The streets opened up, and right ahead of us, a small stone building sat within a wrought-iron fence at the end of a small grassy lot. As we fought our way toward the gate, headstones became visible through the neatly cut grass, crosses and angels rising into the air, and Jackal gave a snarl of disgust.
“Oh, sure! Of course it would be a damn church. What else was I expecting?”
Zeke, slicing his way through two more rabids that came at us, didn’t slow down. “If you’re worried about bursting into flames if you cross the threshold, feel free to stay outside,” he said without looking at Jackal, who snorted and rammed the hilt of his ax into a rabid’s face, flinging it back.
“Hey, not to rain on your little parade, but I think you’ve forgotten something.” He swung his weapon in a vicious arc, striking an attacker down with bone-crunching force before turning on Zeke. “ You’re a demon now, puppy, same as the rest of us. I wouldn’t be so smug—you’re just as likely to get the lightning bolt when you step through those doors.”
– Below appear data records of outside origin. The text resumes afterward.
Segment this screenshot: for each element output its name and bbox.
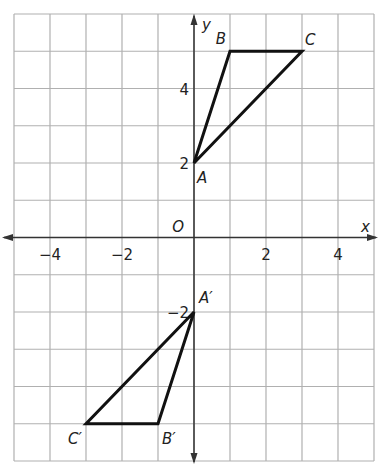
vertex-label: A′ bbox=[198, 289, 213, 307]
y-tick-label: 4 bbox=[179, 81, 189, 99]
x-axis-label: x bbox=[360, 218, 370, 236]
x-tick-label: −4 bbox=[39, 246, 61, 264]
y-tick-label: 2 bbox=[179, 155, 189, 173]
y-axis-up-arrow-icon bbox=[191, 14, 198, 25]
axes bbox=[2, 14, 378, 464]
triangle-a-prime-b-prime-c-prime bbox=[86, 312, 194, 424]
coordinate-plane: −4−22442−2Oxy ABCA′B′C′ bbox=[0, 0, 380, 466]
x-axis-left-arrow-icon bbox=[2, 234, 13, 241]
vertex-label: C bbox=[305, 31, 316, 49]
vertex-label: B′ bbox=[162, 430, 176, 448]
y-axis-down-arrow-icon bbox=[191, 453, 198, 464]
vertex-labels: ABCA′B′C′ bbox=[68, 30, 316, 448]
vertex-label: A bbox=[196, 169, 207, 187]
vertex-label: B bbox=[216, 30, 226, 48]
vertex-label: C′ bbox=[68, 430, 82, 448]
origin-label: O bbox=[172, 218, 184, 236]
y-axis-label: y bbox=[201, 16, 212, 34]
x-tick-label: 2 bbox=[261, 246, 271, 264]
x-tick-label: 4 bbox=[333, 246, 343, 264]
triangle-abc bbox=[194, 51, 302, 163]
x-tick-label: −2 bbox=[111, 246, 133, 264]
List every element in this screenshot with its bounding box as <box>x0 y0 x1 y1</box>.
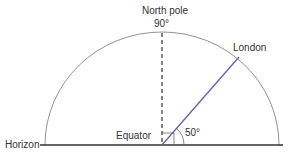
ninety-degree-label: 90° <box>154 19 169 29</box>
equator-label: Equator <box>116 131 151 141</box>
north-pole-label: North pole <box>142 6 188 16</box>
london-line <box>162 57 239 145</box>
london-label: London <box>233 43 266 53</box>
angle-arc <box>176 128 184 145</box>
fifty-degree-label: 50° <box>185 128 200 138</box>
horizon-label: Horizon <box>5 140 39 150</box>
“Then I’ll know where I stand,” Zeke muttered, and hit the cemetery gates, pushing them back with a creak. The rabids followed us across the lawn, between headstones and angel statues, scrabbling over the graves to get to us. We fought our way up the steps of the small church, toward the heavy wooden doors at the top. With the church at our back, the monsters were forced into a bottleneck as they pressed up the stairs, making it easier to deal with them. But there were still a lot of the bastards, and they were stupidly persistent. While Kanin, Jackal and I blocked the stairs, Zeke turned to open the doors. They rattled when he tried the handle, but didn’t budge.